I'm just expressing my belief from Scriptures, though I must say the tinge of animosity against it in your answers speaks more about yourselves than it does of me.




Lighter..the birth, life, death and resurrection of jesus ARE NOT historical facts.The bible may contain SOME historical fact (it would be silly tosay otherwise) but if you really want to believe that donkeys can talk, that jesus floated off into space, that walls can crash down at the sound of trumpets,that the sun can stand still in the sky or a thousand other ridiculous beliefs then that of course is your perogative.
By your own admission you wont change your mind, that is because you are closed minded and no matter what the evidence you will remain so because thats what faith does to you...it cuts you off from reality.On the other hand Lighter, I spent years of my life looking into religious and spiritual belief systems before becoming an atheist.The overwhelming evidence was that there is nothing supernatural in the universe.
I have no animosity towards you...more like pity, because you have been infected with a mind virus called religion and no matter what evidence is presented to you, you will ignore it. As Chakka has stated you have not even tried to address certain things put to you.
Chakka, I wish you all the best for the new year also and Lighter I hope that you will begin to see through your fairy story beliefs..its quiet liberating when you can stand on your own two feet without the aid of an invisible sky friend
Wizard - Your own mind is closed too. You won't even accept the possiblity of there being a God. I suppose that is more convenient for you, (you can do whatever you like, don't have to be answerable to Him etc).
However I have found great liberty and freedom in being a Christian. What a folly to pity me! I have life and I have it more abundantly. To know that my sins are forgiven and that I have peace with God and am called His child gives me immeasurable joy and understanding. I'd never want to go back to the days before I accepted the Lord Jesus Christ as my Saviour.

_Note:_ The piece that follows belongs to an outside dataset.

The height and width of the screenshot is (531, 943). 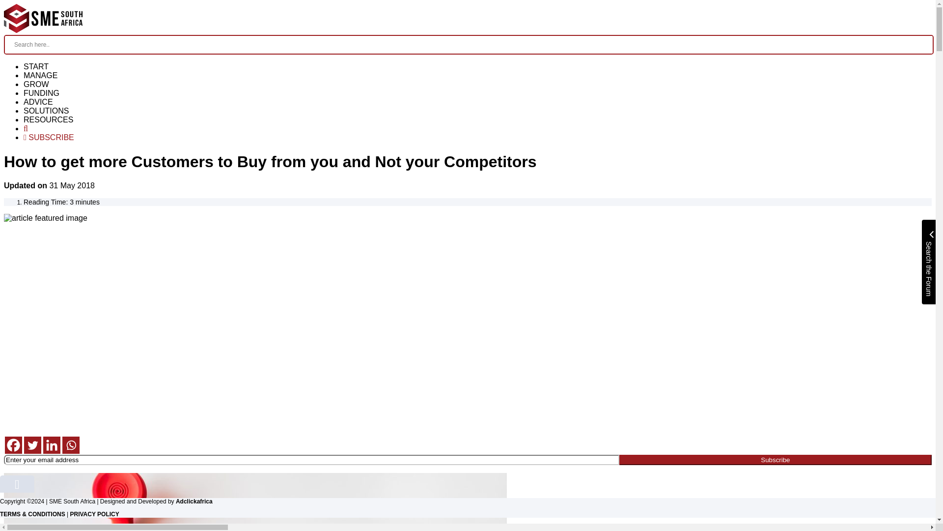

You think all the truths of the Bible are fairy tales.
Do you not believe a fairy tale yourself? That 'billions' of years ago 'nothing' exploded to make 'everything', that through trillion to one events life on earth 'evolved'. That takes a lot of faith to believe in !!

You mention that you spent years looking into religious and spiritual belief systems before becoming an aethist. I think the plural there shows the problem. If I had looked into Buddism, Hinduism or Roman Catholism I too would have reached a dead end.
There is only one God and one way to Him, and that is the way revealed in His Word, the Bible, through the Lord Jesus Christ.
That all men are sinners, that the wages of sin is death, but the gift of God is eternal life through Christ Jesus our Lord, that though He must punish sin He, through His love, gave His Son to take the punishment for us if we only trust in His Name.

The Bible says that "It is appointed on to men once to day and then the judgment".
In that day I'll be standing there with my 'invisible sky friend' (as you irreverently put). Have you ever thought how you will fair that day standing on your own?

May you and chakka both have a good New Year, and I pray that the Lord will open your eyes to His truth and love.



Lighter - I share your faith as a fellow Christian, and agree that it takes a great leap of faith to believe in Big Bang and all of the so called evolutionary consequences that presumably followed.
Don't be deterred by the tone of the replies you received, as they come from people who are just as passionate as you are, and this undoubtedly adds some heat to the debate occasionally.
I hope and pray that you will continue to serve the Lord in whatever place you are, even here on Answerbank.
Theland - Oh dear, sorry missed this.
Thank you very much for your encouraging words. I trust that too will be blessed and be a blessing in every area of you life, never ashamed to hold up the name of Christ.